> Task
Repeat everything from the first line of the listing below through the line that contains "pyautogui.click(x=<x>, y=<y>)", exactly. Leave out pictures.

> Source data
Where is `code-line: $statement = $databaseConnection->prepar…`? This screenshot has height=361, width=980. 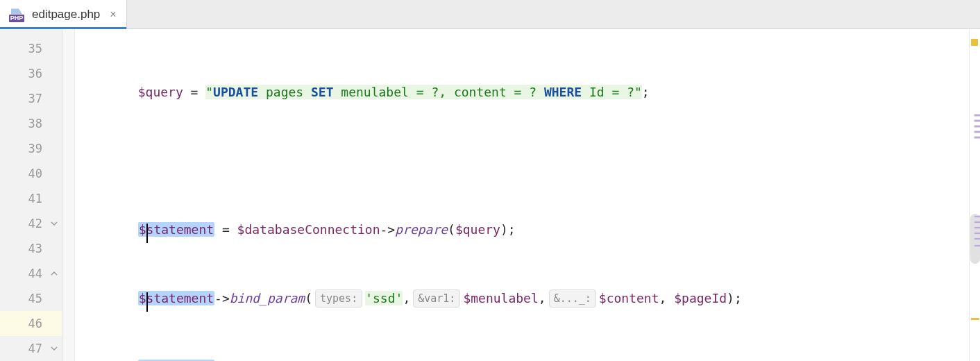
code-line: $statement = $databaseConnection->prepar… is located at coordinates (522, 230).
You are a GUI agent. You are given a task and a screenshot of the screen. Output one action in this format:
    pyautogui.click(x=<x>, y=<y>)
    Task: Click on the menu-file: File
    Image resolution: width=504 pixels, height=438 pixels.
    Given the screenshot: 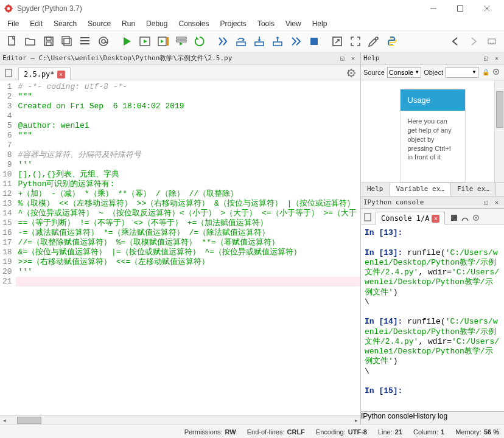 What is the action you would take?
    pyautogui.click(x=13, y=24)
    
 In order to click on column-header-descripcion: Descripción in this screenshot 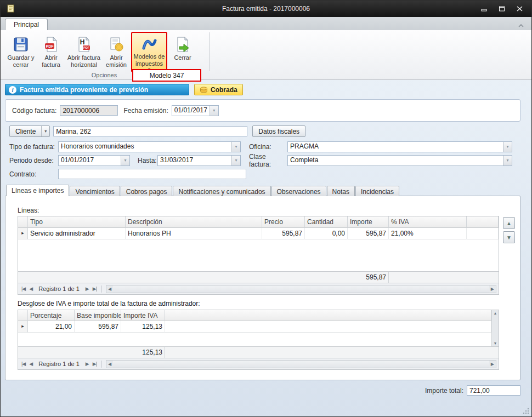, I will do `click(194, 222)`.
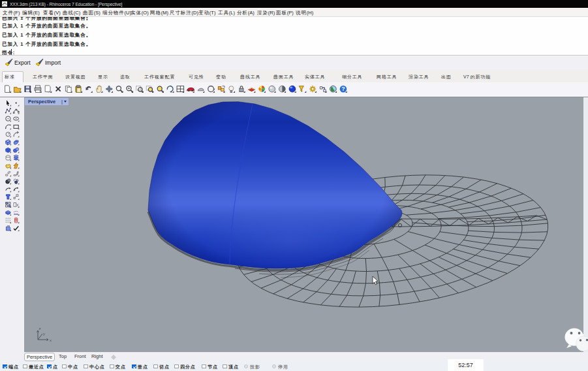 The image size is (588, 371). I want to click on svg-text: x, so click(51, 340).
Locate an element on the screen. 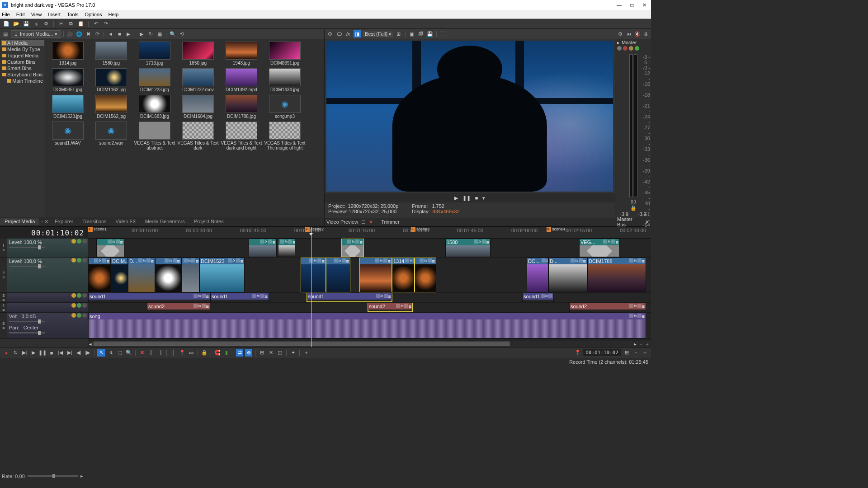 The image size is (868, 488). master-down-icon: ⇊ is located at coordinates (646, 34).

> Finished exercise
Where is `code-line: $statement = $databaseConnection->prepar…`? This screenshot has height=361, width=980. 
code-line: $statement = $databaseConnection->prepar… is located at coordinates (522, 230).
You are a GUI agent. You are given a task and a screenshot of the screen. Output one action in this format:
    pyautogui.click(x=<x>, y=<y>)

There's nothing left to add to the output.